KEY POINTS:
So Ricky Stuart has apologised for his behaviour in the wake of the rugby league World Cup final.
Apparently, he sent two apologies to referee Ashley Klein and British referees' official Stuart Cummings for his comments in a Brisbane hotel the day after the greatest 80 minutes of Kiwi league, which condemned Stuart's Kangaroos to a thumping at Suncorp Stadium.
Stuart conceded his conduct was "inappropriate and offensive", that emotion inside him had not eased by the following morning when he bumped into the referee he blamed for the 34-20 defeat, and his boss.
Stuart's reputation has long been that of a poor loser, not a pleasant man to be around in times of stress. He's not alone in that to be fair, but does his contriteness six days after the match mean he should be off the hook? Absolutely not.
Stuart's was a disgraceful piece of behaviour, more befitting a hoon stumbling in from the public bar next door than the coach of one of Australia's highest-profile sports teams.
You would have thought it was a simple decision for the Australian Rugby League to dispense with the man's services forthwith. But this is where it gets complicated.
While the Queenslanders would get shot of him pronto, the New South Wales part of the decision-makers see it differently. Bow to the views of the Banana Benders from up north? Forget it. Time to stay solidly behind "their" man. But is he "their" man or Australia's?
Two Sydney newspapers are poles apart. One backs Stuart as a passionate man, cut him some slack; one wants him gone. That's all about newspaper politics.
An official investigation into the incident where Stuart is alleged to have shouldered Cummings aside to get at Klein in the hotel lobby is expected to conclude late next week.
What Stuart's behaviour amounted to is this: a coach, who has enjoyed abundant success, saw his team tumble at what should have been the hour of their greatest triumph, and couldn't handle it. He went looking for a fall guy and found him in Klein.

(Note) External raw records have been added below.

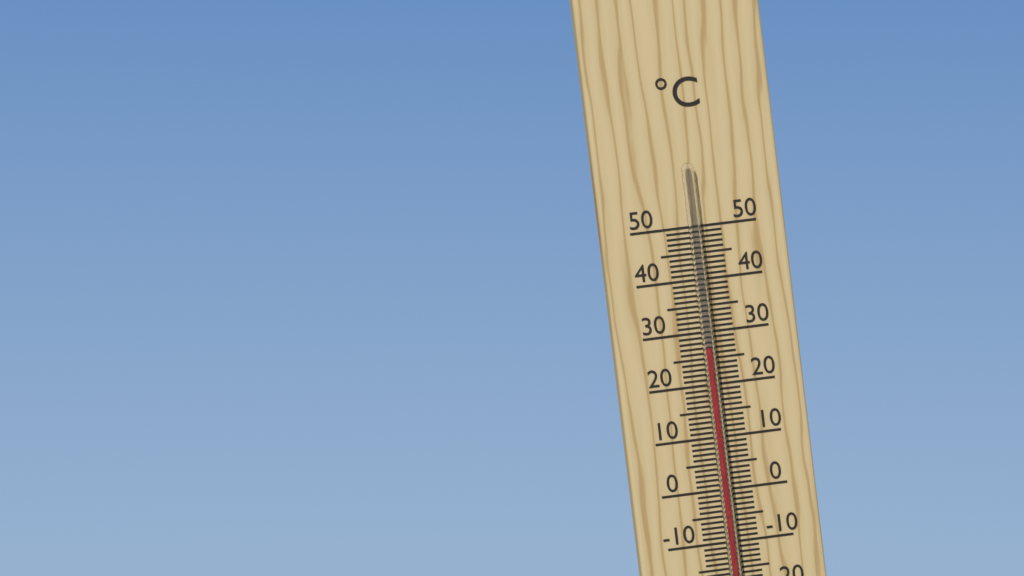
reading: 27 °C
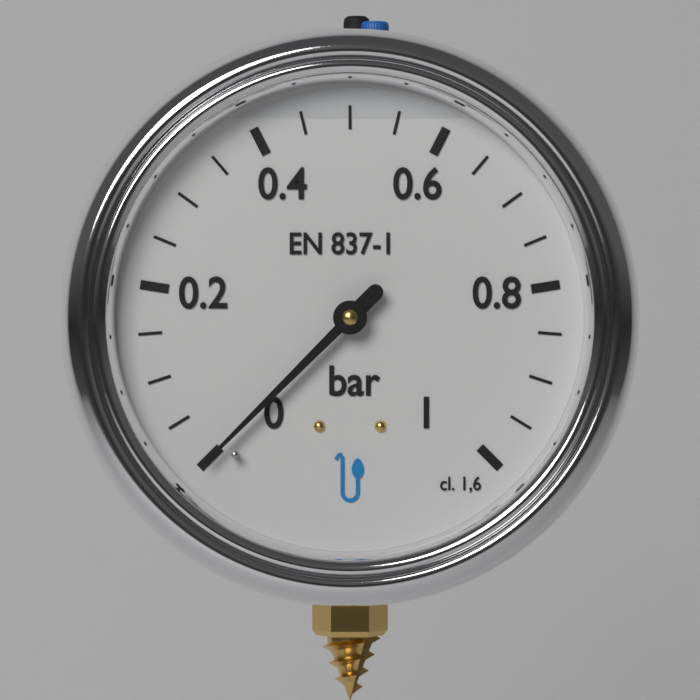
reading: 0.00 bar
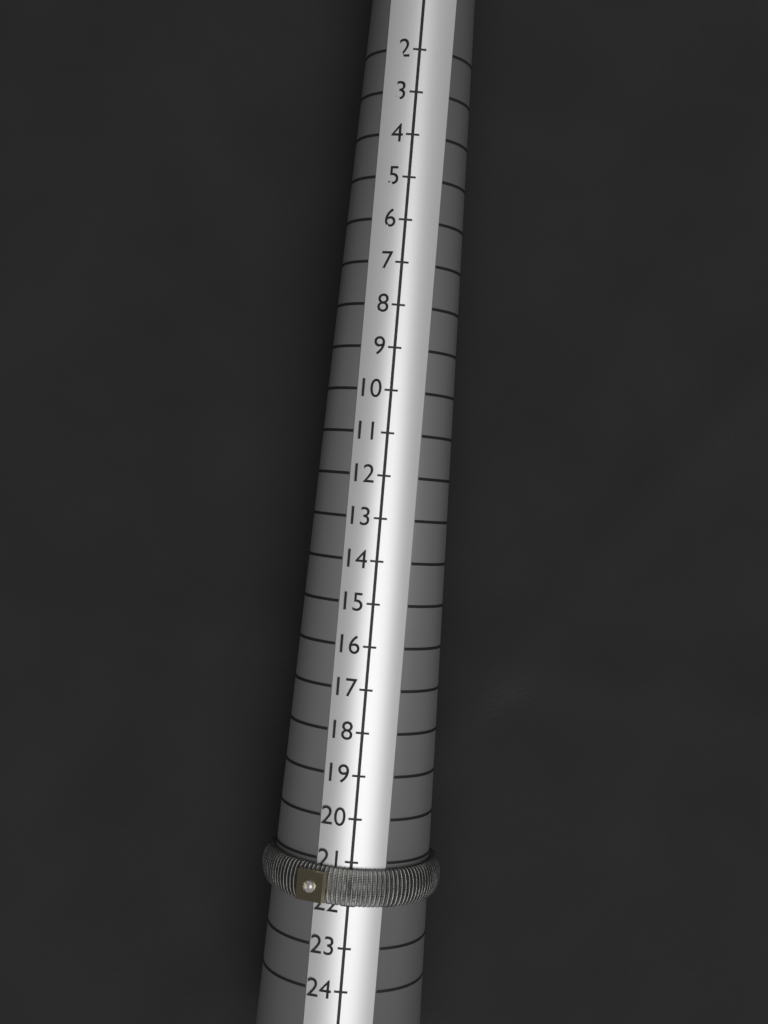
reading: 22 (no unit)
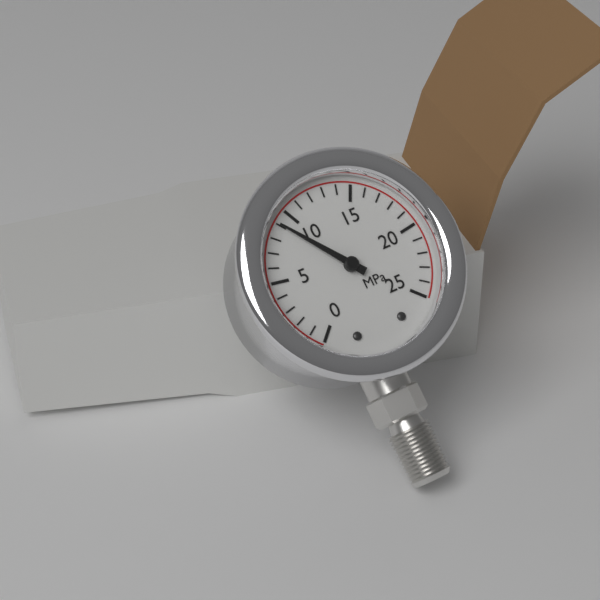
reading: 9 MPa
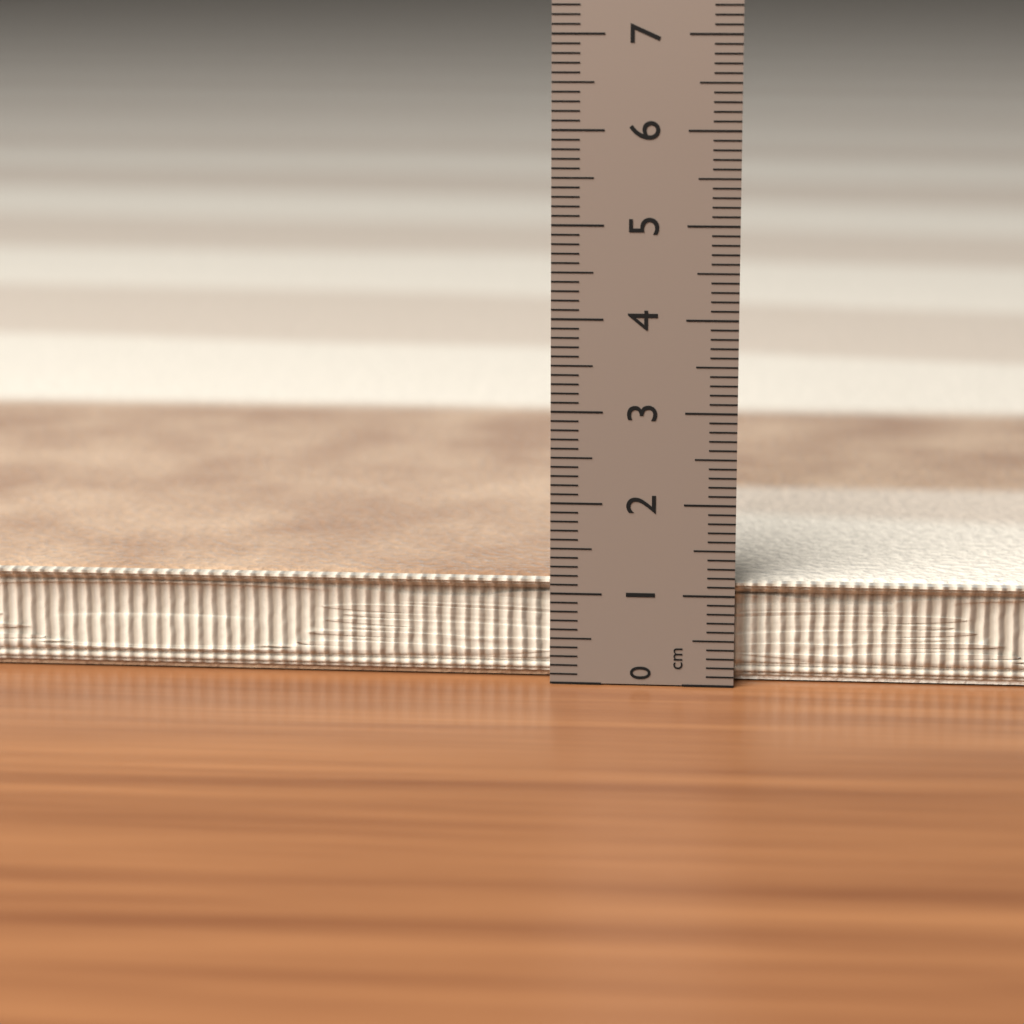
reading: 1.1 cm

The Kangaroos had marched unimpeded through the World Cup. It should have been a formality. Hadn't the Kiwis been brushed aside four weeks earlier in pool play?
It's unlikely Stuart is familiar with Rudyard Kipling's If.
If he is, he'd know the line about "keeping your head when all about you are losing theirs", and about meeting triumph and disaster "and treat those two impostors just the same", the outcome being "you'll be a man, my son".
Stuart's apology was too little, too late and smacked of having to be wrenched out of him. If he had put his hand up later on the day of his outburst maybe, just maybe, he might have avoided an inquiry.
Sport is full of poor sports. That doesn't make Stuart's performance any more forgivable; just another example to add to a long list. For a New Zealand context, try a shoving, snarling Graham Henry confronting Wayne Barnes in the lobby of a Cardiff hotel on the morning of October 7 last year, the morning after THAT match.
You think Henry would have survived had he done a Stuart? He'd have been gone before the plane touched down in Auckland.
If Stuart stays, it won't necessarily tell us much about Australia's idea of good sportsmanship. Plenty of Aussies will be appalled by his behaviour. It will tell us plenty about the moral fibre of Australia's league administrators.